Another day, through sheets of torrential rain, the pair walked into a dense field of pandani.
"It's an insane plant," admits Wood. "A type of heather that looks more like a weirdly tropical, grassy kind of palm with a single head of long leaves. It's peculiarly out of place in this cold environment.
The Tasmanian Wilderness World Heritage Area is filled with unique alpine vegetation.
Luke Tscharke
"We had to squeeze through a belt of them as we ascended Mount Oakleigh. It was really misty and they were standing in shrouds like big cloth wipers in a car wash station. I looked back at this beautiful dark silhouette on the horizon. It was a single pandani with its leaves arching downwards to the earth against a grey/purple sky. It was just gorgeous. We were the only witnesses to that moment in time."
New species discoveries
The final night in Tasmanian Walking Company's private Pelion Hut was something of a relief for Wood. He had been menaced by a knee injury (after steep track climbing on the first day) but the cabin was warm and Dyer was an artisan with lamb ragout. The guide had brought his sourdough starter from home to make bread and there was a good store of red wine.
Isolation in nature is not entirely unfamiliar to Wood.
"I occasionally worked on Christmas Day at Wakehurst Gardens in the United Kingdom," he remembers. "I'd have the entire estate to myself and it would be oddly quiet. Not another living soul all day."
When the English seed collector moved to Tasmania in 2005 -- having been interested in botany since his mid-teens -- he was still astonished by differences in the landscape.
"I'd worked in Mexico and Africa, but then I came out to Australia for the first time, and it felt as if I got off the plane onto on a totally different planet. Nothing looks familiar."
He struggled to get his head around things and decided, if the opportunity to work in Australia ever came up, he'd take it. Tasmania's floral diversity is much lower than the mainland but new species are still being identified every year.
"You know," Wood enthuses, "this season I was out surveying and I discovered a plant that was only known from another collection that was made 30 years ago and we don't even know what it is. Discoveries like that are pretty rare in Europe but are much more common out here. The opportunities to learn about new things is huge for somebody with my interests. It's immensely rewarding and very exciting to be in this sort of environment."
An insurance policy for the future
As Tasmania's habitat changes, many alpine species may become extinct, and that will be a heartbreaking loss to humanity.
"Some populations have already been lost to fire and may not be able to re-establish naturally due to fragmented distributions or poor dispersal capacity," Wood says. "The increasing aridity and likelihood of fire in these areas is very worrying."
Most stands of pencil pine are clonal, that is, from one individual. This means the seed collectors must capture genetic variation over a large area to ensure biological diversity.

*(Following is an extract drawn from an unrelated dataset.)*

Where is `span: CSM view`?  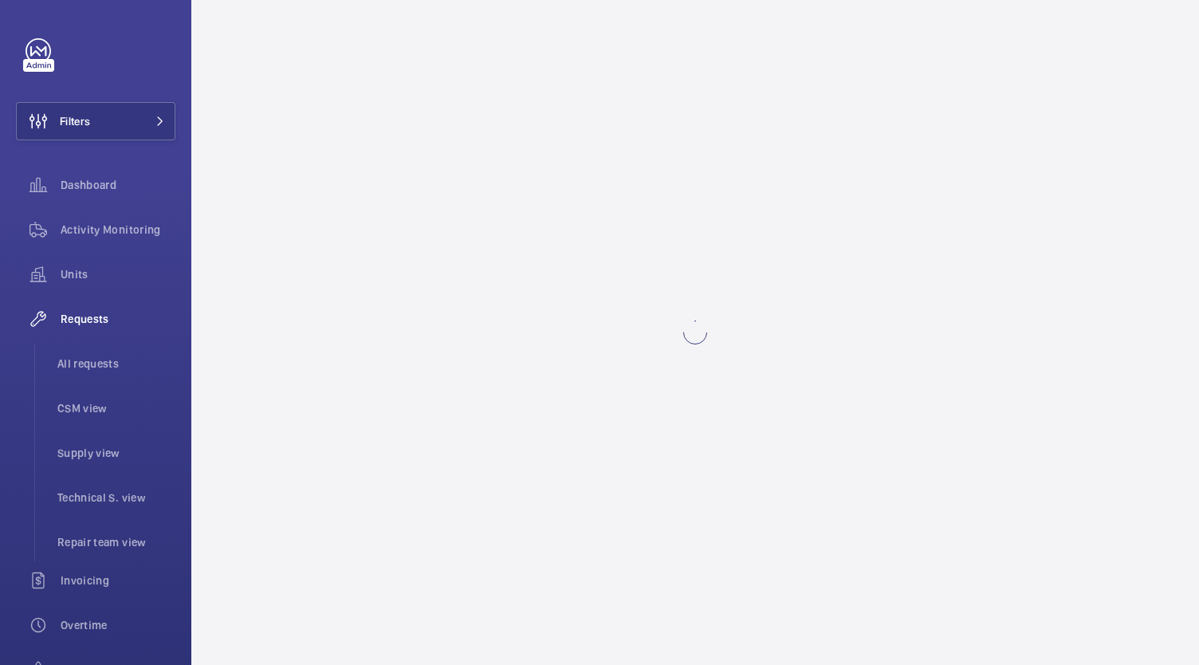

The two men who met as strangers parted as friends, having covered 300 hectares of land, picking two handfuls of cones from 46 stands of trees, filling a cloth bag with what, in the end, amounted to 8,000 viable seeds.
"It's not a bad sized haul as an insurance policy for the future," Wood concludes.
The collection will be stored in the Tasmanian Seed Conservation Centre and the Millennium Seed Bank (UK). Ultimately, one day, the seeds may be reintroduced back into the landscape to flourish again.
"It will be nice if we can leave those who come after us with more than just a glimpse of what the world was in the beginning," Wood says.